By Carol Goar - Dec 17, 2013
In the past year, Jennifer Martino has been to Attawapiskat three times.
She has been to Nelson House, a Cree Community 800 kilometres north of Winnipeg; Rankin Inlet in Nunavut; Whitewood in Saskatchewan and Nain in Labrador.
She has so much good news it comes spilling out. In some of the most isolated aboriginal communities in Canada, people are finding local solutions to intractable problems. On some of the poorest reserves in the North, kids are thriving.
"If Canadians could see what is going on, it would change their perspective," she says.
Martino, 30, is the executive director of One Laptop per Child Canada, a charity that provides laptops to aboriginal children. Since its founding in 2010 it has distributed 3,800 of the tough little computers. Her job is to deliver them to the classrooms, show the teachers to use them and watch what happens. "When we give aboriginal youth the tools, they're as eager to learn as students anywhere."

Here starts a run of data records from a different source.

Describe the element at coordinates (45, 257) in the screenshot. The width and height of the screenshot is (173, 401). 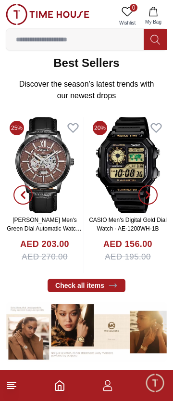
I see `span: AED 270.00` at that location.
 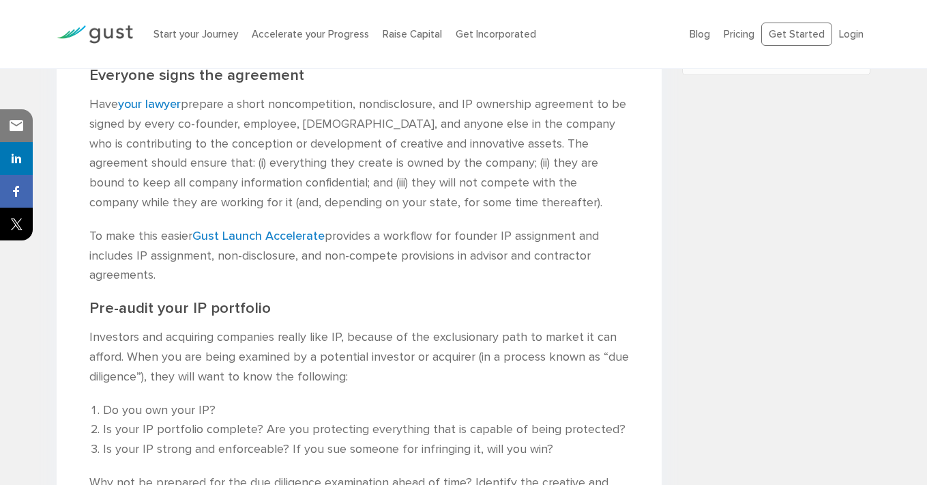 What do you see at coordinates (359, 308) in the screenshot?
I see `h2: Pre-audit your IP portfolio` at bounding box center [359, 308].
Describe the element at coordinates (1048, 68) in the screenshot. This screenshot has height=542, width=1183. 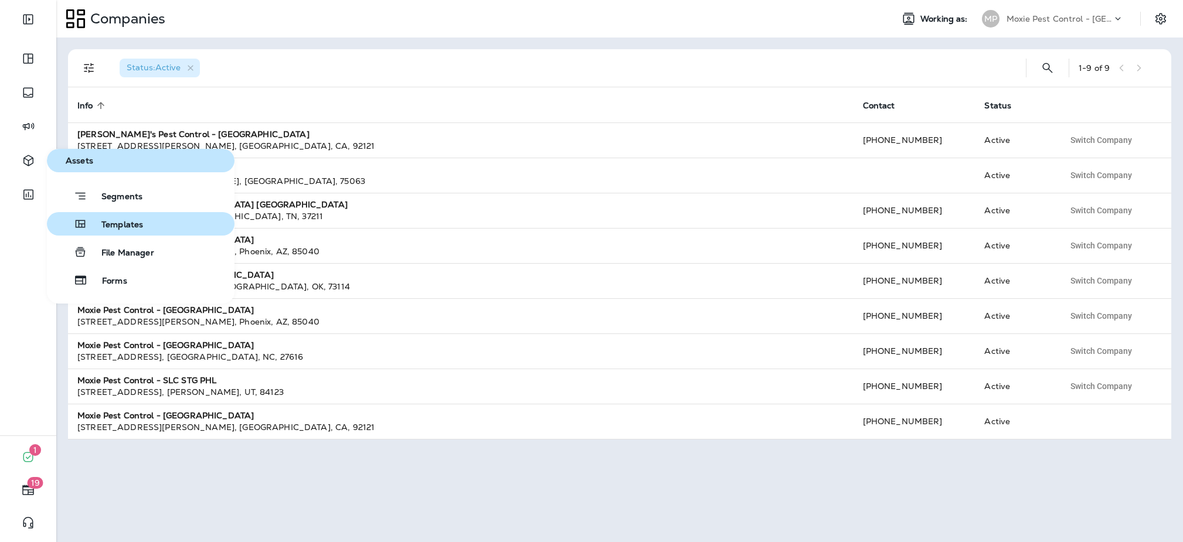
I see `button: Search Companies` at that location.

The computers, worth $235 apiece, come fully loaded with HD video, YouTube streaming, 60 literacy programs, a physical fitness app, a nutrition app, a financial skills app, math games, activities that help kids cope with bullying, alcohol, solvents, family violence, drugs and depression and 25 books written by First Nation, Métis, and Inuit authors in aboriginal languages. The scope for creativity is almost limitless.

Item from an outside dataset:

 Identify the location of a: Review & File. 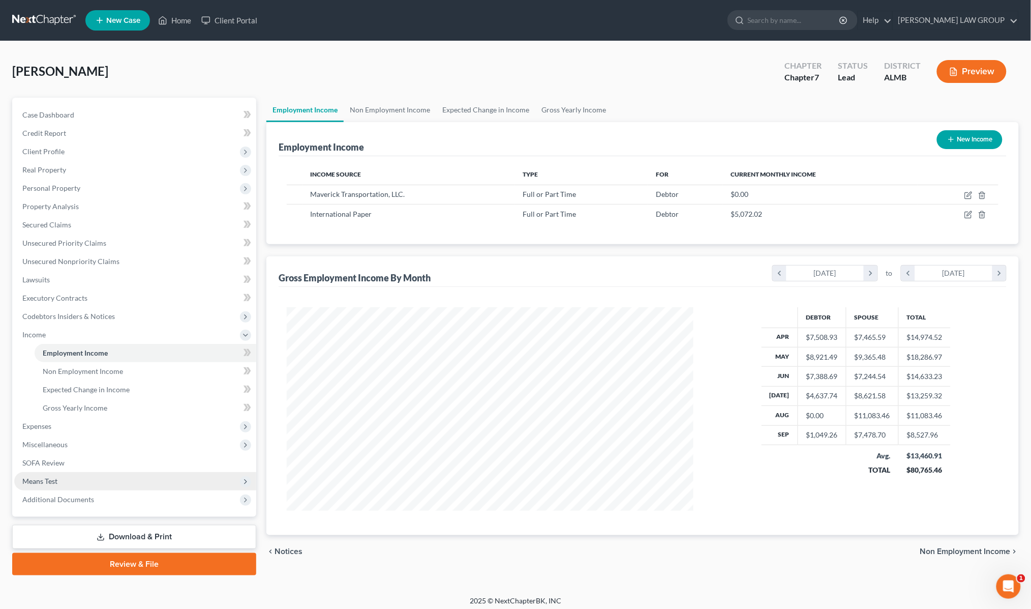
(134, 564).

The sponsors of the program are the Belinda Stronach Foundation; Vale, the global mining giant; the Bank of Montreal and the Ontario Ministry of Aboriginal Affairs.
So far, 13 aboriginal schools have received computers and the training. Next year, five more will be added. Sixty are on the waiting list.
Martino, who has seen the living conditions in these First Nations; seen the efforts teachers and community leaders are making to give the children a better future; and seen the enthusiasm with which kids respond, doesn't claim laptops will turn things around. "They're small, but they make a difference."
She spent 35 weeks on the road in 2013. Here are a few of her favourite stories:
Attawapiskat: The problem-plagued Cree community on the coast of James Bay is probably the most notorious reserve in Canada. It has had a chronic housing shortage for as long as anyone can remember. The unemployment rate is 70 per cent. The water is often undrinkable. Its elementary school was condemned four years ago. Students attend classes in a series of attached portables.
To outsiders, Attawapiskat is the picture of hopelessness. To Martino, it is a community with an incredible commitment to literacy. The wall of the principal's office charts the progress of every child. It is updated regularly to ensure no student falls behind. "Whatever you're doing in Grade 2 and 3, the results are phenomenal," Martino told literacy co-ordinator Rhonda Potts, as students created spelling flash cards on their new computers. The dedicated teacher was touched. No one had ever told her that.
Nelson House: Between Martino's first and second visits to the remote northern Manitoba community, a remarkable change took place. Using the math gaming platform on their laptops, the Grade 3 students at O.K. (Otetiskiwin Kiskinwamahtowekamik) School became excited - and fiercely competitive - about solving mathematical problems. The school now ranks second in Canada - 49th in the world - in standardized math tests. "My students run around the classroom looking at each other's screens," teacher Nathan Long told Martino.
Rankin Inlet: Students at Simon Alaittuq School took to computer animation with an aptitude no one expected. The Inuit community, 200 km from the Arctic Circle, is far beyond the reach of broadband. Despite their lack of familiarity with the technology, two Grade 5 students created an action cartoon, using stick figures, before Martino's eyes. It took them half an hour.
Few Canadians get a chance to see beyond the stereotypes that define fly-in aboriginal communities: crowded housing, dilapidated infrastructure, substance abuse, poverty and squalor.
Martino no longer notices any of that. As she watches aboriginal youth embrace 21st-century technology, she sees the face of hope.